Here’s the distinction nearly everyone gets wrong, including plenty of articles on the subject. If the council granted the permission, the route is judicial review, under Part 54 of the Civil Procedure Rules — six weeks from the decision. Section 288 of the Town and Country Planning Act — the provision most often cited — actually applies to a different situation: challenging a decision made by a planning inspector, which is what you’d face if your neighbour won permission at appeal.
Same six-week window, different procedure, and since 2015 both need the court’s permission just to proceed.
At Payte Architects London, our observation is that citing the wrong route is the first sign of a challenge that hasn’t been properly advised.
What a challenge can do — and what it can’t
The court will not decide whether the extension is too big, too close or too ugly. Merits belong to the council; the court reviews only legality — did the officer misinterpret a policy, ignore a material consideration, misapply conservation area duties, follow an unfair procedure.
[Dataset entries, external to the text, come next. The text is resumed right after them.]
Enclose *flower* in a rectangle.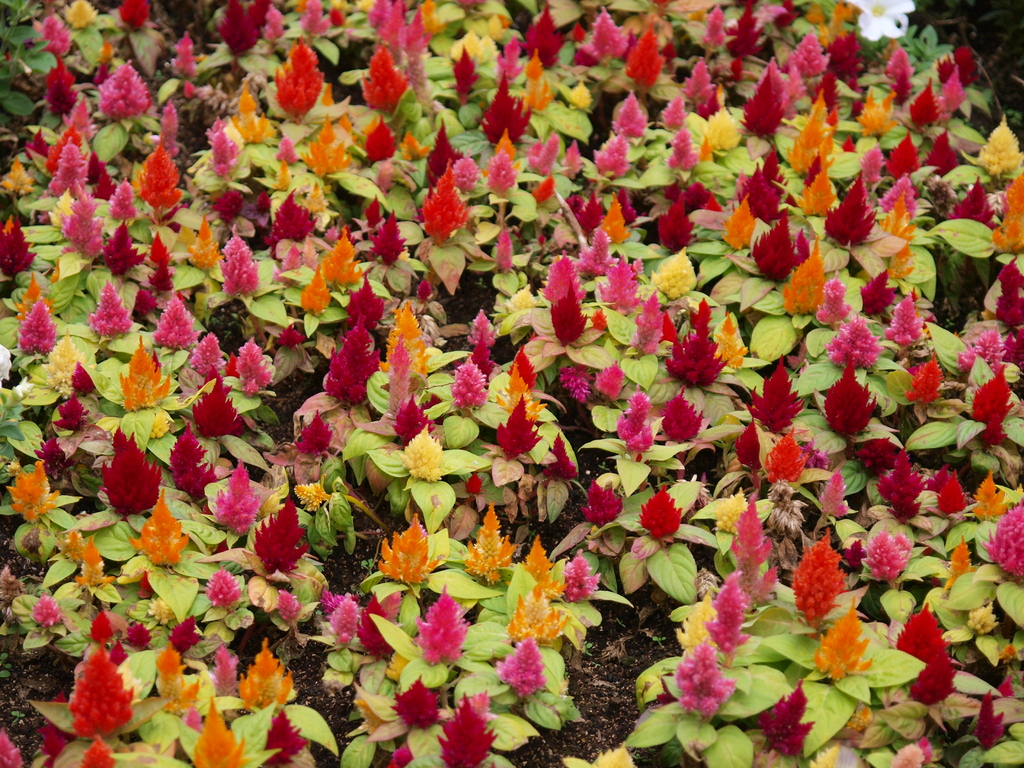
173 440 214 506.
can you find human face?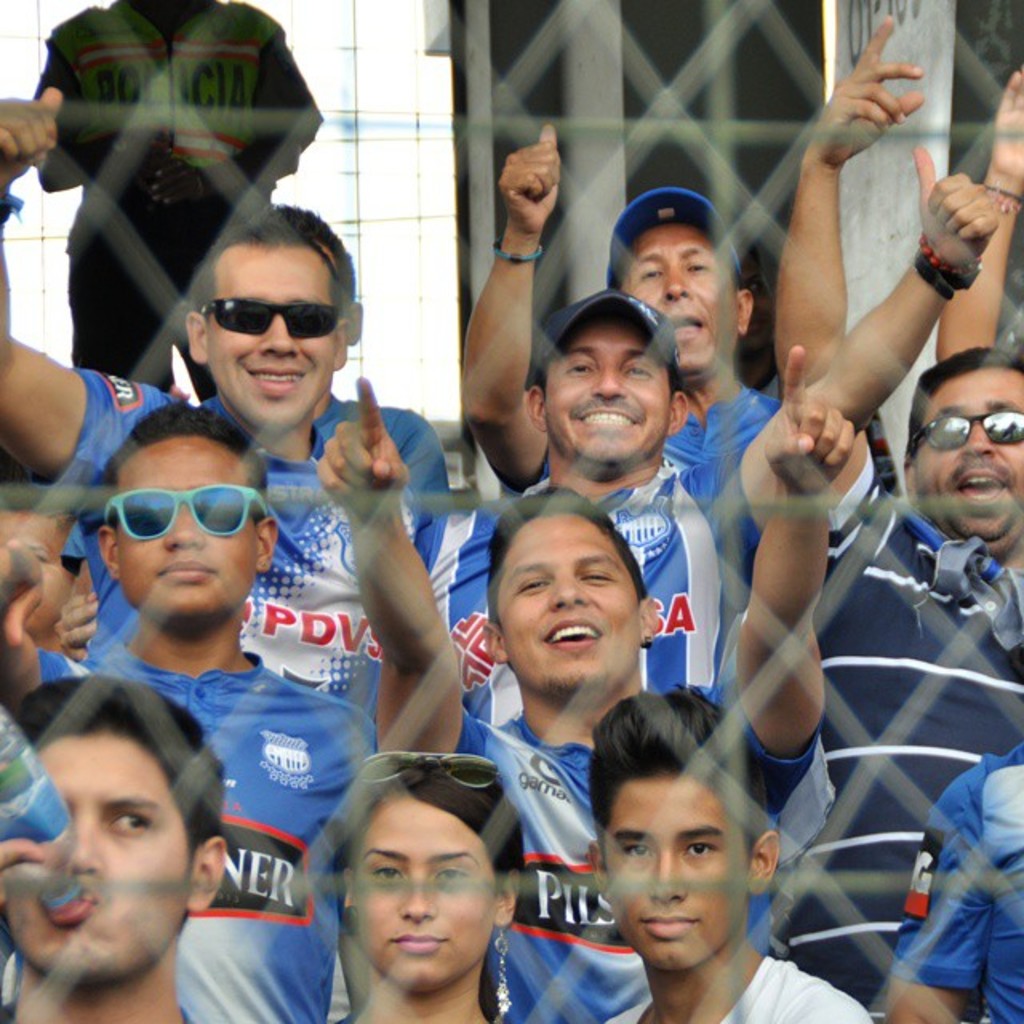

A grant can be terrible planning and perfectly lawful, and our reading is that this gap is where objectors burn the most money: paying lawyers to re-argue the objection the committee already heard.
And even winning buys less than people expect. The remedy is quashing — the decision is remade, not reversed. Richmond determines the application again, errors corrected, and can lawfully reach the same answer. Add the costs exposure of losing (softened, in genuinely environmental claims, by the Aarhus costs caps, but real) and a challenge is a serious instrument, not a protest.
Win it in the six months, not the six weeks
So the position we take at Payte Architects London is blunt: the six-week window is where challenges are filed, but it is not where they are won. They’re won during the application — because a court can only catch an error that exists, and errors have to be forced into the open. A precise objection that puts material considerations on the record, engages the actual policies, and requests committee determination does two jobs: it maximises the chance of refusal, and if permission is granted anyway, it builds the paper trail a legal challenge stands on. The officer’s report is then the document that decides everything — that’s where a misapplied policy or an ignored consideration will be visible, if it’s anywhere.
Two boundaries worth stating plainly. Architects analyse the planning; a judicial review needs a planning solicitor, instructed early enough to send a pre-action letter inside the window — which in practice means deciding within a fortnight of the decision notice, not week five. And most granted permissions, however unwelcome, are lawful. The honest professional answer is sometimes that the strongest move isn’t a challenge at all, but shaping what gets built: conditions, construction management, party wall terms. Six weeks concentrates the mind. It shouldn’t override it.
FAQ
Services
We offer a comprehensive suite of architectural services for Richmond, our skilled architects each specialise in distinct disciplines. This diversity allows us to tailor our approach to meet the various facets of architectural design.